Walden World

The wacky and wonderful tales of Beth's and Catherine's global adventures. And all things Walden too.

Friday, October 13, 2006

Over the Hills and Through the Woods to Grandmother's House We Go...

Arrived in Zagreb yesterday around 5 pm sans any accommodation in a town notorious for having absolutely no accommodation. We therefore hung our hats on an "agency" whose job it is to find travellers private homes or apartments to stay in.

The Zagreb bus station can only be characterized as disappointment on a major scale: horrid, depressing communist era cement block housing surrounded by dishevelled tram lines and traffic jams with no apparent end. On a happy note all the block housing is painted a strange pepto bismo pink: no doubt to liven things up.

I was already beginning to hate Zagreb.

After calling the "agency" we attempted to negotiate our way to their office by way of the trams. After getting lost for an hour we decided to get a cab. Strangely, though it is not a big city by any means, our cab driver, like all passers by, cannot recognize any streets on the basic city map. They would stare incomprehensibly as if we were showing them a map of Mars...

A "scenic route" taxi cab drive about Zagreb later, we arrive at the "agency", I in a complete fume at already having ripped off.

We are offered a "lovely private apartment(with TV!)" some way out of the main centre at a rate twice the amount we have spent, on anywhere, anyplace, so far. I am reticent. We really can't afford it. C however takes the bull by the horns and books us for two nights, cash up front.

Off on the tram again, and on to our private apartment. Now the last private place we booked was wonderful: parquet floors, the best matress ever, a balcony overlooking the sea...

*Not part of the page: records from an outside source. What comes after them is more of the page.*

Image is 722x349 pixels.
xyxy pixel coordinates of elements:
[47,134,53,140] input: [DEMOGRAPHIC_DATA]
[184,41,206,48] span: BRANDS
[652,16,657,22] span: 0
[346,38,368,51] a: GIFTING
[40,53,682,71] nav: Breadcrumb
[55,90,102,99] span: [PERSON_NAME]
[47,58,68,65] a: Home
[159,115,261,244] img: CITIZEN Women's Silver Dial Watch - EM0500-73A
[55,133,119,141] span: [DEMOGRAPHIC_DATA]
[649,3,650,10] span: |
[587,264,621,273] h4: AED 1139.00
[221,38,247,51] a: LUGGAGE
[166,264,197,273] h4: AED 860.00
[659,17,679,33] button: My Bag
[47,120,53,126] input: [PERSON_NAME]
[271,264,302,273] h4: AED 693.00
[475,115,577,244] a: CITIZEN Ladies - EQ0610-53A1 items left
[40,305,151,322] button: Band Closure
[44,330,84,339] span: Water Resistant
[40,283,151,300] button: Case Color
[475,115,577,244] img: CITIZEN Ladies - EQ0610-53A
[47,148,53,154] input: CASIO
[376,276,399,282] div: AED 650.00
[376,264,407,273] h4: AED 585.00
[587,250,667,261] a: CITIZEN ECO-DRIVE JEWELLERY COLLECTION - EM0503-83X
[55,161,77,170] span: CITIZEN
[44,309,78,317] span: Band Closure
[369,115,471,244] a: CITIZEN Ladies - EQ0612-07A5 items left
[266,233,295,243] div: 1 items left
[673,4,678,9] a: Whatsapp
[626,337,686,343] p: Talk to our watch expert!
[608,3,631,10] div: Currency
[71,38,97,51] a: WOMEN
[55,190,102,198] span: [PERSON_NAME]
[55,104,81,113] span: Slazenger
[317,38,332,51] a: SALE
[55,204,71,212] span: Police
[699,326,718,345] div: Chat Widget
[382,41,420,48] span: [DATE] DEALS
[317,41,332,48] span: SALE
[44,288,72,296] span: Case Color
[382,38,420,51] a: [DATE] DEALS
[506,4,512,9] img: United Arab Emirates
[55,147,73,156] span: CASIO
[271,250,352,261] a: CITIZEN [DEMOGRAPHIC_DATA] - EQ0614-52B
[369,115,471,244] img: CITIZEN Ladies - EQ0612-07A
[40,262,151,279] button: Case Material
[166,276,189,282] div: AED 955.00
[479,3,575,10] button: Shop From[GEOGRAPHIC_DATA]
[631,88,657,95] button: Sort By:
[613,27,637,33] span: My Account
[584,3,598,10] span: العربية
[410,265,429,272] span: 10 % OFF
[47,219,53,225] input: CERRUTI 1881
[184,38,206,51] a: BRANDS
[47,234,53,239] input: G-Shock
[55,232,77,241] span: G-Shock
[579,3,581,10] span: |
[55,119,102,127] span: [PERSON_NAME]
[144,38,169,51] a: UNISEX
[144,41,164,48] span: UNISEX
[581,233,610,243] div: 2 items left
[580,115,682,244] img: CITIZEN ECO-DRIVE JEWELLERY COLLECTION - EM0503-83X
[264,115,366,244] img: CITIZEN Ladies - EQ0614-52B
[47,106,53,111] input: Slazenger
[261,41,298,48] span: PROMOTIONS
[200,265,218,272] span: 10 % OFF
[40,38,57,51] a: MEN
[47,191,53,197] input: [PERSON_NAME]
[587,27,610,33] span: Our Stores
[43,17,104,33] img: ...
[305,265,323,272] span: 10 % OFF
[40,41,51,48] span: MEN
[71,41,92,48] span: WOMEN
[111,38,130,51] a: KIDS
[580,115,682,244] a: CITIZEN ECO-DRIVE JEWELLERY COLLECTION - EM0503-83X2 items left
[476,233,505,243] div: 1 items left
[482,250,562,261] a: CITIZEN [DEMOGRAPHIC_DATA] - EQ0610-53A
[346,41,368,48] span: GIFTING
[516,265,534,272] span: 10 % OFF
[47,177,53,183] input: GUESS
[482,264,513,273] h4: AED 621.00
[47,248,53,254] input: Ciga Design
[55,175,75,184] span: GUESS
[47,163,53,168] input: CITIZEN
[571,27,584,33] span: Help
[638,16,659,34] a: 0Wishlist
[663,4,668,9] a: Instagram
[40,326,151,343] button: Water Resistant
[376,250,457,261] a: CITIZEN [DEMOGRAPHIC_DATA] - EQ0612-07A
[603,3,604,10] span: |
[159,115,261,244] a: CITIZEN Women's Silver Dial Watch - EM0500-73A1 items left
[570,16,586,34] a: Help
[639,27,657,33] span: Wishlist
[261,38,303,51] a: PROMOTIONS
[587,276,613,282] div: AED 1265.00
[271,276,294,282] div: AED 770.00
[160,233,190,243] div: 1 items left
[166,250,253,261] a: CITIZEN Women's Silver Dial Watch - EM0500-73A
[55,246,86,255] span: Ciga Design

We wind our way down the streets finally finding our apartment in the creeping darkness. I unlock the door and in we go:

C and I look at each other. The walls are crumbling, plaster and paint peeling down; there are no windows and those that there are, our covered with old, dark curtains; the place has dirty, stained decorative plates on the wall with the requisite faded photos of Pope John Paul II pinned up in between ubiquitous crucifixes which hang above each doorway; the stench of cigarette smoke, sewer gas and old cooked cabbage hangs in the acrid heavy air: we appear to have arrived at someone's "less than fortunate" grandmother's flat.

On the walls are huge communist era pipes running beside large 'Metropolis' like ceramic fuses. Underneath the 'china cabinet' are two pairs of completely worn cheap, slip on shoe sandals, complete with some kind of electrical tape used as a form of insole. The toothbrushes left mid-brush on the sink, etc...gave the appearance, (if I didn't know any better or the photos hadn't been so resolutely Catholic) that the inhabitants might have been "ethnically shoved" out of their flat leaving it available to be rented to foreigners...

C and I look at each other. She attempts the usual platitude she pulls out each time I get persnickedy or pissed at something when we go abroad: "Well we're lucky that we even get to go anywhere, most people can't travel any...." I cut her off.

"We're lucky to pay alot of money to live like someone does, who is not very well off, in a former communist country????!!!" I reply incredulous. She has to agree. It is not very nice.

Faced with the gloomiest place I have ever, I think, been in, I realize why, just maybe, alot of people here go out to cafes and start chain smoking and drinking very large bottles of beer at oh, say, 9:30 am...I immediately tell C I am going out to buy some wine.

I return some time later, worried that, as in the Roman Polanksi film "The Apartment" C will have become possessed by the spirit of our miserable flat and I will return to find her sitting at the stained, doiley laden table, chain smoking Marboroughs, quaffing straight vodka and complaining bitterly about the Serbs and the economy.

The TV though does work, although it only gets two channels. In the middle of the night I am awoken from my slumber by the stench of cigarette smoke imbued in the pillow and all the bedding. I change the bedding. It still stinks of smoke. This reaction coming from someone who used to smoke at least a pack a day. I finally scare up the bottle of Lavender oil I bought in Hvar. I put it all over myself thinking that I may suggest in the "Reader's Exchange" (see very first blog posting) the following: "Do you ever rent out apartments when you travel that reek of cigarette smoke and old cabbage? Just carry essential oils with you at all time..."

Next morning C wakes up with a large bruise on her knee from what I can only call the "Stalin Springs" which are a feature of our bed. I actually considered just sleeping on the floor as it would be more comfortable but the cold from leaving all the windows open made this even more unpleasant than the "bed"...

By the way, the end of the story is this: we hate the apartment, but love Zagreb: a beautiful, wonderful and brilliant city that inspires artists here to great painting, theatre and music...and maybe, I hope, some good blogging too.